The residue of the Domestic Economy of this era may be included under the articles of servants and miscellaneous household arrangements.

In the days of Elizabeth servants were more numerous, and considered as a more essential mark of gentility, than at any subsequent period. "The English," observes Hentzner, "are lovers of shew, liking to be followed wherever they go by whole troops of servants, who wear their master's arms in silver, fastened to their left arms."[138:B] They were, also, usually distinguished by blue coats; thus Grumio, enquiring for his master's servants, says,—"Call forth Nathaniel, Joseph, Nicholas, Philip, Walter, Sugarsop, and the rest; let their heads be sleekly combed, their blue coats brushed."[138:C] We learn, however, from Fynes Moryson, that both silver badges and blue coats went out of fashion in the reign of James the First; "the servants of gentlemen," he informs us, "were wont to weare blew coates, with their master's badge of silver on the left sleeve, but now they most commonly weare clokes garded with lace, all the servants of one family wearing the same livery for colour and ornament."[138:D]

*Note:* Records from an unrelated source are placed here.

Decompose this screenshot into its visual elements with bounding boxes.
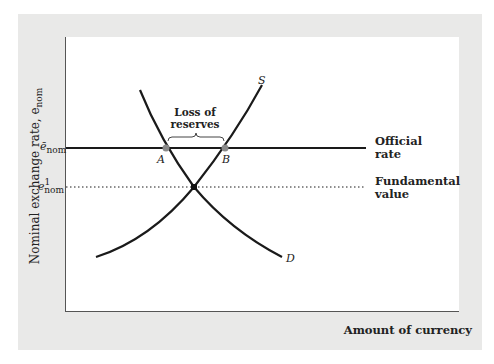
- supply-curve-label: S: [258, 74, 266, 87]
- fundamental-value-legend: Fundamentalvalue: [375, 175, 455, 201]
- point-b-label: B: [222, 153, 230, 166]
- x-axis-label: Amount of currency: [344, 323, 472, 337]
- fundamental-rate-tick: e1nom: [38, 177, 64, 195]
- point-a-label: A: [157, 153, 165, 166]
- official-rate-legend: Officialrate: [375, 135, 455, 161]
- point-b-marker: [222, 145, 229, 152]
- point-a-marker: [163, 145, 170, 152]
- equilibrium-marker: [191, 184, 197, 190]
- loss-of-reserves-label: Loss ofreserves: [160, 106, 230, 130]
- y-axis-label: Nominal exchange rate, enom: [28, 88, 44, 265]
- official-rate-tick: ēnom: [40, 140, 66, 155]
- demand-curve-label: D: [286, 252, 295, 265]
- reserves-brace: [168, 133, 224, 141]
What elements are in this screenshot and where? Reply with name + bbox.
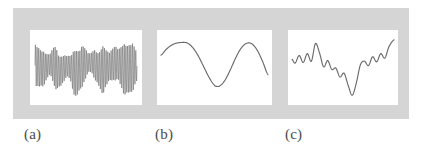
figure-root: (a) (b) (c): [0, 0, 423, 158]
waveform-dense-signal: [30, 30, 142, 105]
caption-label-a: (a): [24, 126, 41, 143]
caption-row: (a) (b) (c): [0, 126, 423, 154]
caption-label-c: (c): [285, 126, 302, 143]
plot-panel-c: [288, 30, 398, 105]
waveform-irregular-signal: [288, 30, 398, 105]
caption-label-b: (b): [155, 126, 173, 143]
waveform-sinusoid: [157, 30, 272, 105]
plot-panel-b: [157, 30, 272, 105]
plot-panel-a: [30, 30, 142, 105]
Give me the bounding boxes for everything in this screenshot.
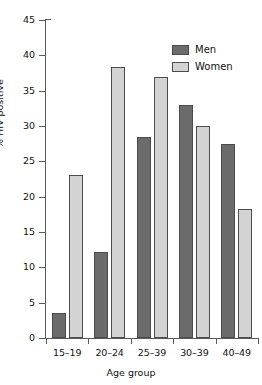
bar-women-25-39 [154, 77, 168, 338]
legend-label-men: Men [195, 44, 216, 55]
legend-item-men: Men [172, 42, 233, 57]
x-axis-line [45, 338, 258, 339]
x-axis-tick-mark [216, 338, 217, 344]
y-axis-tick-label: 45 [1, 13, 35, 26]
y-axis-tick-label: 25 [1, 154, 35, 167]
bar-chart: % HIV positive 051015202530354045 Men Wo… [0, 0, 262, 385]
bar-men-30-39 [179, 105, 193, 338]
y-axis-tick-label: 5 [1, 296, 35, 309]
y-axis-tick-mark [39, 197, 45, 198]
chart-legend: Men Women [172, 42, 233, 76]
y-axis-tick-label: 0 [1, 331, 35, 344]
bar-group [94, 20, 125, 338]
y-axis-tick-mark [39, 161, 45, 162]
bar-women-15-19 [69, 175, 83, 338]
x-axis-tick-mark [46, 338, 47, 344]
y-axis-tick-label: 10 [1, 260, 35, 273]
y-axis-tick-label: 30 [1, 119, 35, 132]
x-axis-tick-mark [258, 338, 259, 344]
legend-swatch-men [172, 45, 189, 55]
bar-men-40-49 [221, 144, 235, 338]
y-axis-tick-mark [39, 303, 45, 304]
y-axis-tick-label: 35 [1, 84, 35, 97]
legend-swatch-women [172, 62, 189, 72]
legend-label-women: Women [195, 61, 233, 72]
y-axis-tick-mark [39, 126, 45, 127]
y-axis-tick-mark [39, 91, 45, 92]
bar-group [137, 20, 168, 338]
y-axis-tick-label: 15 [1, 225, 35, 238]
x-axis-tick-mark [131, 338, 132, 344]
x-axis-title: Age group [0, 367, 262, 378]
x-axis-tick-mark [173, 338, 174, 344]
y-axis-tick-mark [39, 338, 45, 339]
y-axis-tick-mark [39, 20, 45, 21]
bar-group [52, 20, 83, 338]
legend-item-women: Women [172, 59, 233, 74]
y-axis-tick-mark [39, 232, 45, 233]
bar-men-25-39 [137, 137, 151, 338]
x-axis-tick-label: 40–49 [209, 347, 262, 358]
bar-women-20-24 [111, 67, 125, 338]
y-axis-tick-mark [39, 267, 45, 268]
y-axis-tick-label: 40 [1, 48, 35, 61]
y-axis-tick-label: 20 [1, 190, 35, 203]
bar-women-30-39 [196, 126, 210, 338]
bar-men-20-24 [94, 252, 108, 338]
bar-men-15-19 [52, 313, 66, 338]
bar-women-40-49 [238, 209, 252, 338]
x-axis-tick-mark [88, 338, 89, 344]
y-axis-tick-mark [39, 55, 45, 56]
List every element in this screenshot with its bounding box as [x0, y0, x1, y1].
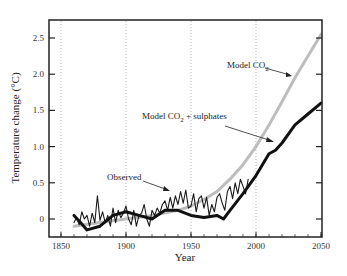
x-tick-label: 1900 [117, 241, 136, 251]
svg-text:Observed: Observed [107, 172, 142, 182]
y-tick-label: 2.5 [33, 33, 45, 43]
y-tick-label: 0.5 [33, 178, 45, 188]
temperature-chart: 1850190019502000205000.51.01.52.02.5 Yea… [0, 0, 347, 276]
series-model-co2 [74, 34, 321, 226]
x-tick-label: 2050 [312, 241, 331, 251]
plot-frame [49, 20, 322, 237]
annotation-model-co2-sulphates: Model CO2 + sulphates [142, 111, 274, 142]
y-tick-label: 1.0 [33, 142, 45, 152]
x-tick-label: 1850 [52, 241, 71, 251]
x-axis-title: Year [175, 251, 196, 263]
series-model-co2-sulphates [74, 103, 321, 230]
annotation-model-co2: Model CO2 [227, 60, 292, 77]
svg-text:Model CO2: Model CO2 [227, 60, 269, 73]
grid-lines [61, 21, 256, 236]
y-tick-label: 0 [40, 214, 45, 224]
y-tick-label: 2.0 [33, 69, 45, 79]
x-tick-label: 2000 [247, 241, 266, 251]
y-tick-label: 1.5 [33, 105, 45, 115]
y-axis-title: Temperature change (°C) [9, 72, 22, 183]
annotation-observed: Observed [107, 172, 170, 191]
series-group [74, 34, 321, 230]
svg-text:Model CO2 + sulphates: Model CO2 + sulphates [142, 111, 227, 124]
x-tick-label: 1950 [182, 241, 201, 251]
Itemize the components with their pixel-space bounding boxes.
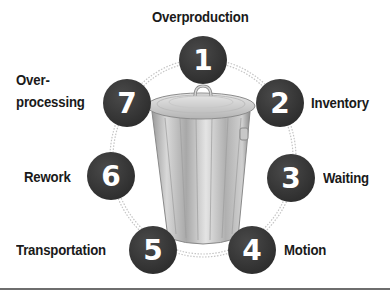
step-number: 1 bbox=[193, 44, 212, 77]
step-number: 5 bbox=[143, 234, 162, 267]
label-waiting: Waiting bbox=[323, 169, 369, 186]
step-circle-7: 7 bbox=[103, 79, 151, 127]
bottom-divider bbox=[0, 288, 390, 290]
label-overproduction: Overproduction bbox=[152, 8, 249, 25]
label-overprocessing-line1: Over- bbox=[16, 71, 50, 88]
label-motion: Motion bbox=[284, 241, 326, 258]
trash-can-icon bbox=[147, 86, 255, 244]
step-number: 6 bbox=[101, 160, 120, 193]
step-circle-2: 2 bbox=[256, 79, 304, 127]
step-number: 2 bbox=[270, 87, 289, 120]
step-number: 4 bbox=[242, 234, 261, 267]
label-rework: Rework bbox=[24, 168, 71, 185]
label-inventory: Inventory bbox=[311, 94, 369, 111]
step-circle-5: 5 bbox=[129, 226, 177, 274]
step-circle-4: 4 bbox=[228, 226, 276, 274]
label-overprocessing-line2: processing bbox=[16, 93, 85, 110]
step-circle-6: 6 bbox=[87, 152, 135, 200]
step-number: 7 bbox=[117, 87, 136, 120]
step-circle-1: 1 bbox=[179, 36, 227, 84]
label-transportation: Transportation bbox=[16, 241, 106, 258]
step-circle-3: 3 bbox=[267, 154, 315, 202]
step-number: 3 bbox=[281, 162, 300, 195]
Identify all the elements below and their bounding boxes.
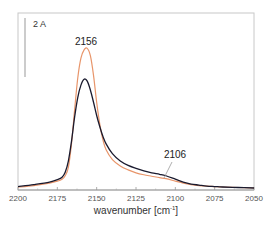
series-black-line — [18, 79, 254, 188]
peak-label-2106: 2106 — [164, 149, 187, 160]
peak-label-2156: 2156 — [75, 36, 98, 47]
x-axis-ticks: 2200217521502125210020752050 — [9, 187, 263, 203]
x-tick-label: 2100 — [166, 194, 184, 203]
ir-spectrum-chart: 2 A 2200217521502125210020752050 2156 21… — [0, 0, 273, 226]
scale-bar-label: 2 A — [33, 19, 46, 29]
x-tick-label: 2050 — [245, 194, 263, 203]
series-orange-line — [18, 48, 254, 188]
x-tick-label: 2075 — [206, 194, 224, 203]
x-tick-label: 2175 — [48, 194, 66, 203]
x-tick-label: 2150 — [88, 194, 106, 203]
x-tick-label: 2125 — [127, 194, 145, 203]
annotation-leader-line — [164, 162, 172, 178]
x-tick-label: 2200 — [9, 194, 27, 203]
plot-frame — [18, 13, 254, 190]
x-axis-title: wavenumber [cm-1] — [93, 205, 178, 216]
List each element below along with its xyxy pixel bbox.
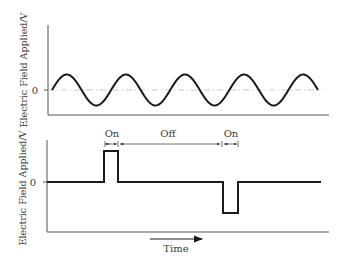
off-label: Off bbox=[160, 128, 176, 139]
on-label-2: On bbox=[224, 128, 239, 139]
bottom-zero-label: 0 bbox=[30, 177, 36, 188]
top-panel: 0 Electric Field Applied/V bbox=[18, 12, 329, 127]
on-label-1: On bbox=[105, 128, 120, 139]
diagram: 0 Electric Field Applied/V 0 Electric Fi… bbox=[0, 0, 347, 263]
time-label: Time bbox=[163, 243, 188, 254]
top-y-axis-label: Electric Field Applied/V bbox=[18, 12, 29, 127]
top-zero-label: 0 bbox=[32, 85, 38, 96]
bottom-panel: 0 Electric Field Applied/V On Off On Tim… bbox=[17, 128, 329, 254]
bottom-y-axis-label: Electric Field Applied/V bbox=[17, 130, 28, 245]
pulse-waveform bbox=[47, 151, 321, 213]
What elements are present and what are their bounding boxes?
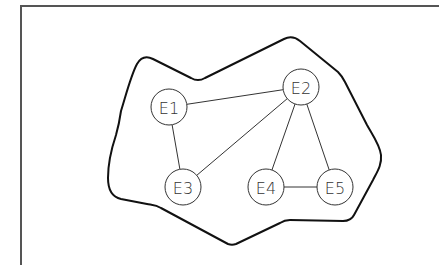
node-label: E4 <box>256 179 276 198</box>
node-label: E2 <box>291 79 311 98</box>
frame-border <box>21 6 439 265</box>
node-label: E1 <box>159 99 179 118</box>
edge-e2-e4 <box>272 104 295 170</box>
node-e5: E5 <box>317 169 353 205</box>
node-e2: E2 <box>283 69 319 105</box>
nodes: E1E2E3E4E5 <box>151 69 353 205</box>
edge-e2-e5 <box>307 104 329 170</box>
region-boundary <box>108 37 381 244</box>
edge-e1-e3 <box>172 125 180 170</box>
node-e1: E1 <box>151 89 187 125</box>
node-label: E3 <box>173 179 193 198</box>
diagram-canvas: E1E2E3E4E5 <box>0 0 439 265</box>
node-e4: E4 <box>248 169 284 205</box>
edge-e1-e2 <box>187 90 283 105</box>
node-label: E5 <box>325 179 345 198</box>
node-e3: E3 <box>165 169 201 205</box>
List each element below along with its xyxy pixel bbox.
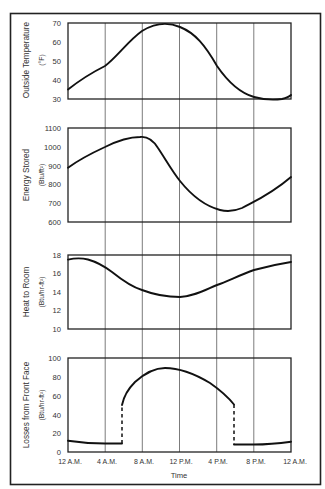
x-tick: 12 A.M. bbox=[283, 458, 307, 465]
y-tick: 18 bbox=[53, 251, 61, 260]
y-axis-label: Outside Temperature bbox=[22, 21, 31, 98]
panel-losses-front-face: 100 80 60 40 20 0 Losses from Front Face… bbox=[22, 354, 291, 457]
x-tick: 12 A.M. bbox=[58, 458, 82, 465]
panel-energy-stored: 1100 1000 900 800 700 600 Energy Stored … bbox=[22, 124, 291, 227]
y-axis-unit: (Btu/hr-ft²) bbox=[38, 277, 46, 308]
x-tick: 12 P.M. bbox=[169, 458, 192, 465]
y-tick: 700 bbox=[48, 199, 61, 208]
y-tick: 30 bbox=[53, 95, 61, 104]
losses-night-segment-1 bbox=[68, 441, 122, 444]
y-tick: 80 bbox=[53, 373, 61, 382]
y-tick: 40 bbox=[53, 411, 61, 420]
y-tick: 0 bbox=[57, 448, 61, 457]
y-axis-label: Energy Stored bbox=[22, 148, 31, 201]
panel-outside-temperature: 70 60 50 40 30 Outside Temperature (°F) bbox=[22, 19, 291, 104]
y-tick: 100 bbox=[48, 354, 61, 363]
x-tick: 8 A.M. bbox=[134, 458, 154, 465]
y-tick: 1000 bbox=[44, 143, 61, 152]
y-tick: 1100 bbox=[45, 124, 61, 133]
vertical-gridlines bbox=[105, 23, 254, 452]
y-tick: 10 bbox=[53, 325, 61, 334]
y-tick: 800 bbox=[48, 180, 61, 189]
y-tick: 12 bbox=[53, 306, 61, 315]
y-axis-label: Losses from Front Face bbox=[22, 361, 31, 448]
y-axis-unit: (Btu/hr-ft²) bbox=[38, 390, 46, 421]
y-tick: 900 bbox=[48, 162, 61, 171]
y-axis-label: Heat to Room bbox=[22, 267, 31, 318]
y-tick: 16 bbox=[53, 269, 61, 278]
x-tick: 4 A.M. bbox=[97, 458, 117, 465]
losses-night-segment-2 bbox=[234, 442, 291, 445]
y-tick: 60 bbox=[53, 38, 61, 47]
y-tick: 600 bbox=[48, 218, 61, 227]
x-tick: 4 P.M. bbox=[208, 458, 227, 465]
x-axis-label: Time bbox=[171, 471, 188, 480]
y-tick: 40 bbox=[53, 76, 61, 85]
stacked-line-charts: 70 60 50 40 30 Outside Temperature (°F) … bbox=[0, 0, 325, 489]
x-tick: 8 P.M. bbox=[246, 458, 265, 465]
y-tick: 50 bbox=[53, 57, 61, 66]
x-axis: 12 A.M. 4 A.M. 8 A.M. 12 P.M. 4 P.M. 8 P… bbox=[58, 458, 307, 480]
y-tick: 14 bbox=[53, 288, 61, 297]
y-axis-unit: (°F) bbox=[38, 54, 46, 65]
losses-day-curve bbox=[122, 368, 234, 405]
y-tick: 20 bbox=[53, 429, 61, 438]
panel-heat-to-room: 18 16 14 12 10 Heat to Room (Btu/hr-ft²) bbox=[22, 251, 291, 334]
y-tick: 60 bbox=[53, 392, 61, 401]
y-tick: 70 bbox=[53, 19, 61, 28]
y-axis-unit: (Btu/ft²) bbox=[38, 164, 46, 187]
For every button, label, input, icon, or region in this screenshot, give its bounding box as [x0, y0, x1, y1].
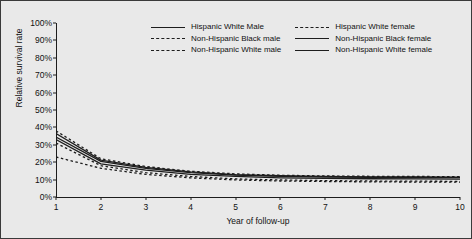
legend-item-label: Hispanic White female	[335, 23, 415, 31]
legend-line-swatch-icon	[151, 24, 185, 31]
legend-item[interactable]: Non-Hispanic Black male	[151, 35, 281, 43]
legend-item-label: Non-Hispanic White female	[335, 46, 432, 54]
legend-item[interactable]: Non-Hispanic White female	[295, 46, 432, 54]
series-line	[56, 137, 460, 178]
x-tick-mark	[235, 197, 236, 200]
relative-survival-chart: Relative survival rate Year of follow-up…	[0, 0, 472, 239]
y-axis-title: Relative survival rate	[14, 0, 24, 138]
legend-item-label: Hispanic White Male	[191, 23, 264, 31]
x-tick-mark	[460, 197, 461, 200]
x-tick-mark	[145, 197, 146, 200]
legend-item[interactable]: Hispanic White Male	[151, 23, 281, 31]
x-axis-title: Year of follow-up	[56, 216, 460, 226]
legend-column: Hispanic White femaleNon-Hispanic Black …	[295, 23, 432, 54]
legend-line-swatch-icon	[151, 47, 185, 54]
legend-line-swatch-icon	[295, 35, 329, 42]
x-tick-mark	[190, 197, 191, 200]
series-line	[56, 140, 460, 180]
legend-line-swatch-icon	[295, 47, 329, 54]
legend-item[interactable]: Non-Hispanic Black female	[295, 35, 432, 43]
chart-legend: Hispanic White MaleNon-Hispanic Black ma…	[151, 23, 463, 54]
x-tick-mark	[100, 197, 101, 200]
legend-item-label: Non-Hispanic Black male	[191, 35, 280, 43]
x-axis-line	[56, 197, 460, 198]
x-tick-mark	[370, 197, 371, 200]
legend-line-swatch-icon	[295, 24, 329, 31]
legend-item-label: Non-Hispanic Black female	[335, 35, 431, 43]
legend-item[interactable]: Non-Hispanic White male	[151, 46, 281, 54]
legend-column: Hispanic White MaleNon-Hispanic Black ma…	[151, 23, 281, 54]
legend-line-swatch-icon	[151, 35, 185, 42]
x-tick-mark	[56, 197, 57, 200]
x-tick-mark	[280, 197, 281, 200]
x-tick-mark	[325, 197, 326, 200]
legend-item-label: Non-Hispanic White male	[191, 46, 281, 54]
x-tick-mark	[415, 197, 416, 200]
legend-item[interactable]: Hispanic White female	[295, 23, 432, 31]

The very strict regulations to which servants were subjected in the sixteenth century, and the admirable order preserved in the household of the upper classes at that time, will be illustrated in a very satisfactory and entertaining manner, by the "Orders for Household Servantes; first devised by John Haryngton, in the yeare 1566, and renewed by John Haryngton, Sonne of the saide John, in

the yeare 1592: the saide John, the Sonne, being then High Shrieve of the County of Somerset."